The engineer watched Jim as he climbed up to the broad window and disappeared with a wave of his hand. For a time he listened, on edge for some outbreak, and expecting every minute to see Jim take a flying leap from some window, accompanied by a salute of fireworks and pistol flashes. Once or twice he was positive that he heard a cry or a sound of a struggle in the great silent house, but nothing came of it.
It was cold standing there, motionless. He did not want to attract possible attention by moving about, and a thought came to him upon which he acted. His silent companion had no use for apparel. He secured the heavy gray coat and put it on over his own. His hat he had lost, and substituted that of the officer.
An hour or more went by.
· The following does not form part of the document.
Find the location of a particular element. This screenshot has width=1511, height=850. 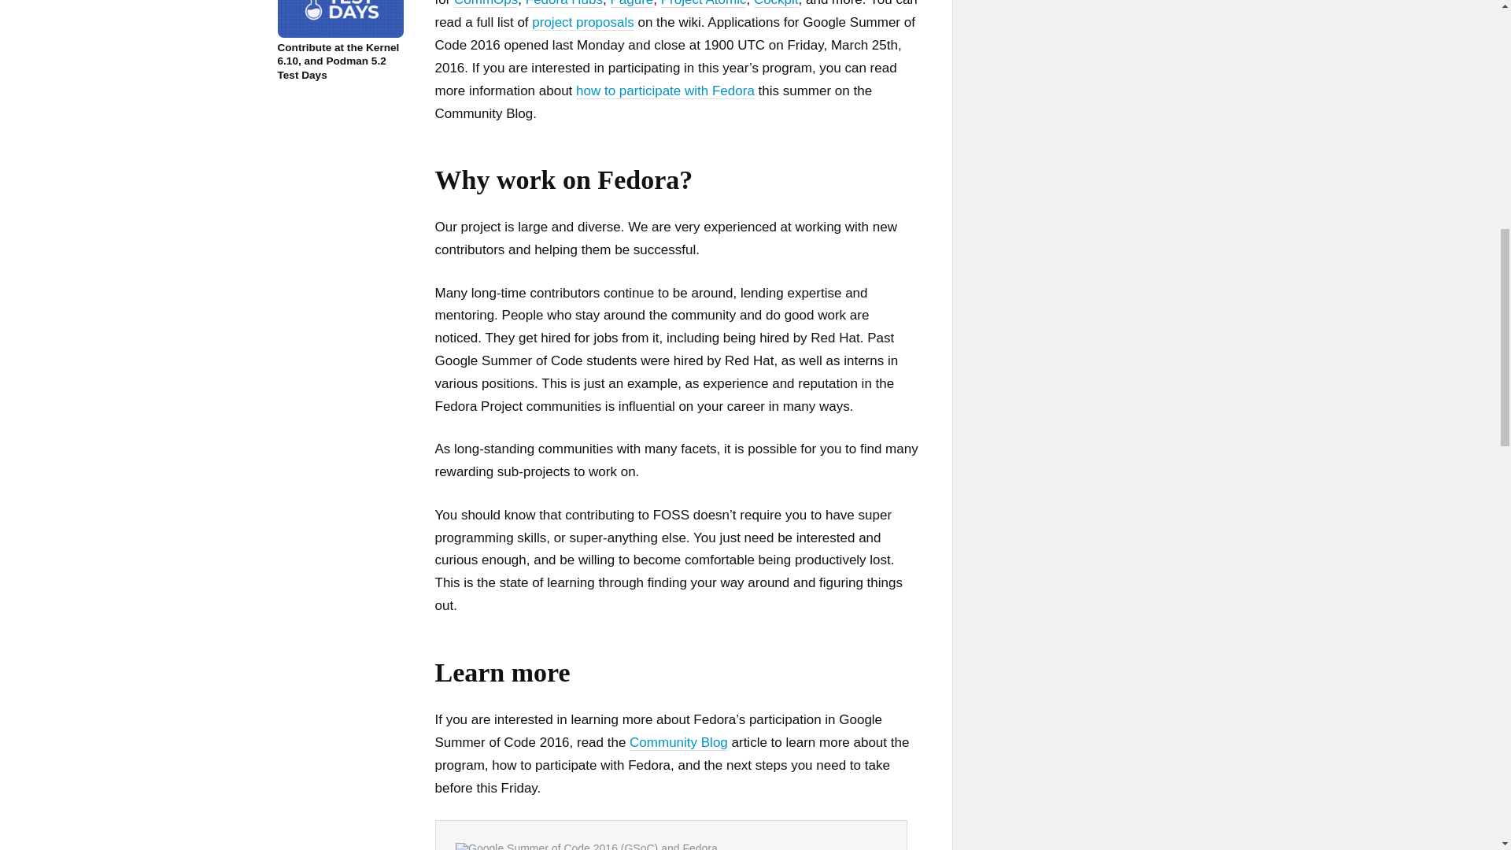

Contribute at the Kernel 6.10, and Podman 5.2 Test Days is located at coordinates (340, 41).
He found himself growing very sleepy, and no wonder, if we recall what a strenuous twelve hours he had just gone through. Nor did he have the stimulus of interest that Jim had to keep him keyed up. He fought against this sense of overpowering drowsiness, that was like a heavy adversary that was slowly pressing him into unconsciousness.
It had him by the wrists tiring him, weighing on the pit of his stomach, numbing the back of his brain, making his limbs as heavy as ponderous lead. It seemed to the wearied engineer that there was nothing in this world to be desired but a good sound sleep; he fought against it desperately, but after a long struggle he suddenly succumbed; his head dropped, and he lay prone in the grass, apparently as lifeless, as the unfortunate a few feet distant.
When he awoke it was with utter bewilderment. Where was he, with grass and trees and shrubs all about him? That certainly was a pistol shot which had aroused him. Then he came to his senses, sprang quickly to his feet, and pushed his way through the copse until he got a clear view of the castle. There he saw faint gleams of light through the broad windows of the room, which Jim had entered.
In a moment he had heard enough to convince him that there was serious business going on in the castle, and that "the captain," as he sometimes called Jim, was in certain danger. Now, John Berwick did not have the natural headlong courage of Jim, but he was a man of great coolness and nerve, when the occasion demanded it. He resisted the impulse to rush boldly into the house, for he saw that it would be foolhardy, as he was unarmed, and it would only be making a bad matter worse.
He stood with his head slightly bent, gently whistling to himself; his hands in his pockets, as if nothing of importance was going on in the gloomy, looming castle a few feet away, but John Berwick was thinking, and his thinking, it chanced, was apt to be to some purpose. Then a curious smile came over his face, that was not exactly pleasant, and with fair reason.
The engineer had come to a decision, and hit upon a plan. He and the dead man were about of the same build, practically of the same height, and superficially they had a similarity of appearance, and he was dressed in his coat and hat. The latter he grasped firmly and pulled well down over his face. The coat and hat were the only conspicuous things about him.
Just now there was a sudden terrible clangor in the castle.
"Sounds like somebody was discharging the cook," he remarked with whimsical humor, "and that she was throwing the hardware around."
This tumult, as the reader well knows, was our esteemed friend, James, falling downstairs in his full suit of armor, which was sufficient to account for the racket. It did not take Berwick long after that to get ready, and you would have been certain that it was none other than the dead detective come to life, as he stooped hurriedly across the lawn. He did not try any roundabout way of making entrance into the castle, but ran directly to the massive front doors, hoping to find them unlocked, but in this he was doomed to disappointment.
CHAPTER XXIV
A REINCARNATION
It was no time to waste any precious moments on ceremony; he must act, and act immediately. There were on either side of the main door long panels of glass. John Berwick made use of the stout stick, his only weapon, which he had picked up from the midst of the copse, and broke the long panel glass into smithereens.